MIFF 2013 - Day 14
THE DAY OF THE CROWS
With a healthy dose of Miyazaki in the mix, this excellent French animation tells the story of a boy raised in the woods by his father. He lives in fear, knowing that if he steps beyond the edge of the wood he will cease to exist. At least until his father breaks his leg and the forest spirits guide him to the nearby town where a kindly doctor helps him. Having experienced kindness, the boy spends the rest of the film trying to find where his father has hidden his love for him, searching the woods for it like a lost toy. It's beautifully constructed, more than a little weird, and has a lovely emotional ending.
A HIJACKING
Tobias Lindholm is quickly carving out for himself a niche as the writer of dark and arresting stories. Having previous written The Hunt for Tomas Vinterberg, here he writes for himself, directing the story of a ship hijacked by pirates, and the protracted negotiations undertaken by the company's CEO to get his men released. What starts off looking like it will be a story about the men on the ship very quickly becomes a study of a hard-nosed businessman's alpha-male tendencies brought under the microscope. Like The Hunt, it's a film you admire more than enjoy, but it's an incredible piece of work.
MONSOON SHOOTOUT
The first third of this film had me questioning why I'd bothered to see it. It's tedious. A rookie cop who is too naive for his own good screws up an investigation and lets a crook get away. It ends up with the crook throwing acid on him and his girlfriend. Stop. Rewind. Now he shoots him dead instead of letting him get away. A totally new reality plays out. and a third, and a fourth. While it's not particularly brilliant, the contrasting stories are ok and the final version is a smart little suckerpunch that pulls things out of a formal experiment and into a more traditional narrative. It's not that satisfying, as the final image pulled me out of that reality too much, but it's a reasonable piece of entertainment.
THE CONGRESS
Robin Wright is all washed up, offered a deal to sign away the rights to her image and be scanned into a computer. She takes it, and becomes an action star inside a computer, while caring for her ill son in her actual retirement. Then she's invited to the Futurist Congress, enters a world where drugs turn everyone into animated characters, and falls through multiple layers of reality. It's a loose adaptation of Stanislaw Lem's The Futurological Congress, and the animated sections are really trippy. As a whole it fails to cohere, but that can be said of most Lem adaptations. There's heaps of interesting ideas explored, but I thought Brandon Cronenberg's Antiviral and the short film More used them to greater effect. This has a lot of nice animation though.

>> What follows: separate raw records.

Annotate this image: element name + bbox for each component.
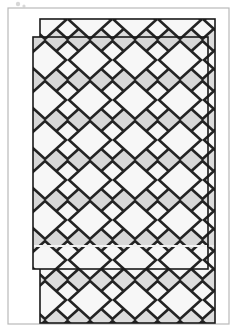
figure-root: Diamond-lattice panel assembly line draw… [0,0,238,331]
line-drawing-canvas [0,0,238,331]
speck-icon [22,4,25,7]
speck-icon [16,2,20,6]
front-panel-fill [33,37,208,269]
front-panel [33,37,208,269]
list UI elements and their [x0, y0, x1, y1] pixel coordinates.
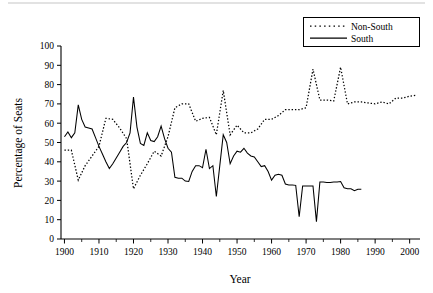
- x-tick-label-group: 1900191019201930194019501960197019801990…: [55, 247, 419, 257]
- y-tick-group: [57, 46, 61, 239]
- y-tick-label: 0: [49, 234, 54, 244]
- x-tick-label: 1900: [55, 247, 74, 257]
- x-tick-label: 1940: [193, 247, 212, 257]
- y-tick-label: 80: [45, 80, 55, 90]
- x-tick-label: 1970: [297, 247, 316, 257]
- series-line-non-south: [64, 67, 416, 189]
- y-tick-label: 100: [40, 41, 55, 51]
- y-axis-title: Percentage of Seats: [12, 97, 25, 188]
- y-tick-label-group: 0102030405060708090100: [40, 41, 55, 244]
- x-axis: 1900191019201930194019501960197019801990…: [55, 239, 420, 285]
- x-tick-label: 1960: [262, 247, 281, 257]
- y-tick-label: 30: [45, 177, 55, 187]
- x-tick-label: 1990: [366, 247, 385, 257]
- x-tick-label: 1980: [331, 247, 350, 257]
- x-axis-title: Year: [229, 273, 250, 285]
- x-tick-label: 1930: [159, 247, 178, 257]
- chart-figure: 0102030405060708090100 Percentage of Sea…: [0, 0, 433, 293]
- y-tick-label: 20: [45, 196, 55, 206]
- chart-legend: Non-South South: [304, 18, 420, 47]
- line-chart: 0102030405060708090100 Percentage of Sea…: [0, 0, 433, 293]
- legend-label-non-south: Non-South: [351, 22, 393, 32]
- legend-label-south: South: [351, 34, 373, 44]
- y-axis: 0102030405060708090100 Percentage of Sea…: [12, 41, 61, 244]
- y-tick-label: 10: [45, 215, 55, 225]
- y-tick-label: 60: [45, 119, 55, 129]
- plot-area: [64, 67, 416, 221]
- x-tick-label: 2000: [400, 247, 419, 257]
- y-tick-label: 90: [45, 61, 55, 71]
- series-line-south: [64, 97, 361, 221]
- x-tick-label: 1920: [124, 247, 143, 257]
- y-tick-label: 50: [45, 138, 55, 148]
- y-tick-label: 70: [45, 99, 55, 109]
- x-tick-label: 1950: [228, 247, 247, 257]
- x-tick-label: 1910: [89, 247, 108, 257]
- y-tick-label: 40: [45, 157, 55, 167]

With a healthy dose of Miyazaki in the mix, this excellent French animation tells the story of a boy raised in the woods by his father. He lives in fear, knowing that if he steps beyond the edge of the wood he will cease to exist. At least until his father breaks his leg and the forest spirits guide him to the nearby town where a kindly doctor helps him. Having experienced kindness, the boy spends the rest of the film trying to find where his father has hidden his love for him, searching the woods for it like a lost toy. It's beautifully constructed, more than a little weird, and has a lovely emotional ending.
A HIJACKING
Tobias Lindholm is quickly carving out for himself a niche as the writer of dark and arresting stories. Having previous written The Hunt for Tomas Vinterberg, here he writes for himself, directing the story of a ship hijacked by pirates, and the protracted negotiations undertaken by the company's CEO to get his men released. What starts off looking like it will be a story about the men on the ship very quickly becomes a study of a hard-nosed businessman's alpha-male tendencies brought under the microscope. Like The Hunt, it's a film you admire more than enjoy, but it's an incredible piece of work.
MONSOON SHOOTOUT
The first third of this film had me questioning why I'd bothered to see it. It's tedious. A rookie cop who is too naive for his own good screws up an investigation and lets a crook get away. It ends up with the crook throwing acid on him and his girlfriend. Stop. Rewind. Now he shoots him dead instead of letting him get away. A totally new reality plays out. and a third, and a fourth. While it's not particularly brilliant, the contrasting stories are ok and the final version is a smart little suckerpunch that pulls things out of a formal experiment and into a more traditional narrative. It's not that satisfying, as the final image pulled me out of that reality too much, but it's a reasonable piece of entertainment.
THE CONGRESS
Robin Wright is all washed up, offered a deal to sign away the rights to her image and be scanned into a computer. She takes it, and becomes an action star inside a computer, while caring for her ill son in her actual retirement. Then she's invited to the Futurist Congress, enters a world where drugs turn everyone into animated characters, and falls through multiple layers of reality. It's a loose adaptation of Stanislaw Lem's The Futurological Congress, and the animated sections are really trippy. As a whole it fails to cohere, but that can be said of most Lem adaptations. There's heaps of interesting ideas explored, but I thought Brandon Cronenberg's Antiviral and the short film More used them to greater effect. This has a lot of nice animation though.